Unlike the other games in this list, A Robot Named Fight! places emphasis more on exploration, rewarding you with power-ups along the way. You get to shoot these alien beings with the assortment of weapons that you can get as you progress, and if you blow them up, you get this gross sound effect.

This game also lets you have seeded runs, to facilitate trying the same level configuration over and over again. Overall, this is a slow-paced game that scratches that Metroid itch and lends itself well to replayability.

Get A Robot Named Fight! For the Nintendo Switch here.

Dead Cells

If A Robot Named Fight! is a combination of roguelite gameplay and the Metroid side of metroidvanias, Dead Cells is the unholy alliance of roguelites, a little bit of Castlevania: Symphony of the Night’s combat, and – sigh – Dark Souls.

These days, making a game unbearably hard and slapping a rolling mechanic on it and calling it souls-like is an industry trend second only to putting a battle royale mode on everything, so I had plenty of reasons to be wary of Dead Cells.

Imagine my surprise when I fired up Dead Cells and found myself enjoying it. The combat is smooth and fluid, the action fast and frenetic, that I didn’t mind all of the elements that I disliked in roguelites – permadeath, procedural level generation. Heck, I even looked forward to the next run after dying so I can rebuild my character with a different configuration.

Even though you lose all your weapons and spec upgrades, you don’t start from scratch the next run – kinda. You see, there are six permanent “runes” in Dead Cells that grant you abilities so you can, say, climb walls, teleport, or grow vines. These abilities let you explore more of the map so you can get skill upgrades, weapons, and money faster. There are also abilities and weapons that you can unlock using “Cells,” this game’s analog for Dark Souls’ “Souls.” You collect Cells when you kill the various enemies along your way. Make sure you finish a level and get to a safe point though. Dying means losing all of the Cells you’ve collected, and unlike Dark Souls, there’s no way to recover what you’ve lost.

I found myself screaming in frustration as I was in the penultimate level, carrying 30+ Cells on me, only to get killed by a new enemy whose moves I haven’t studied yet. But it’s part of the fun.

I don’t think I’m close to beating Dead Cells just yet, but you can bet I’m enjoying every single death in the game. On to my 30th run.

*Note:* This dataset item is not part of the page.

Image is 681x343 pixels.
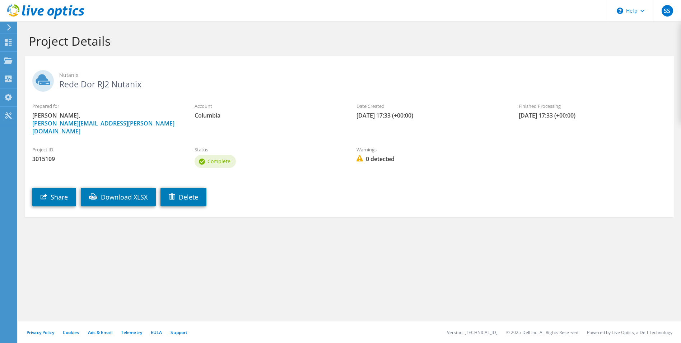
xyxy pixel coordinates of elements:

Get Dead Cells for the Nintendo Switch here.

Into the Breach

Turn-based strategy games are my jam. So when Into The Breach got a surprise Nintendo Switch release, I got it to fill the XCOM-shaped hole in my life.

Combining mechas and monsters, Into The Breach lets you swoop down with your giant robots and save civilians by smartly using your units’ skills to maneuver, attack, and push around said monsters. And unlike XCOM, where your chances of making an attack is generated randomly, this game is very transparent – showing you how an enemy is going to attack. All you have to do is to respond accordingly. And unlike XCOM and Mario + Rabbids Kingdom Battle’s big and sometimes sprawling maps, Into The Breach limits you to a small eight-by-eight grid.

The game’s roguelite mechanics seen in the permadeath and randomly generated arenas – every time you lose, you can only take one mecha pilot with you to the beginning of a new timeline.

It sounds so simple, but it’s pretty tough. I swallowed my pride and put on easy mode just so I can actually finish one island and get the hang of the gameplay.

Unlike Dead Cells though, I find the permadeath mechanic tedious and dying frustrating. I’m owing my frustration to the fact that the game hasn’t fully clicked with me yet. Give me a full week to get the hang of Into The Breach‘s mechanics, and I’ll probably spend 2-day marathon sessions on it.

Get Into The Breach for the Nintendo Switch here.

So here are three vastly different approaches to the basic tenets of roguelite, and how we get wildly varying experiences out of a few simple tweaks to the core idea.

What are your favorite roguelike/roguelite games on the Nintendo Switch, or any other platform? Leave your thoughts and game suggestions in the comments!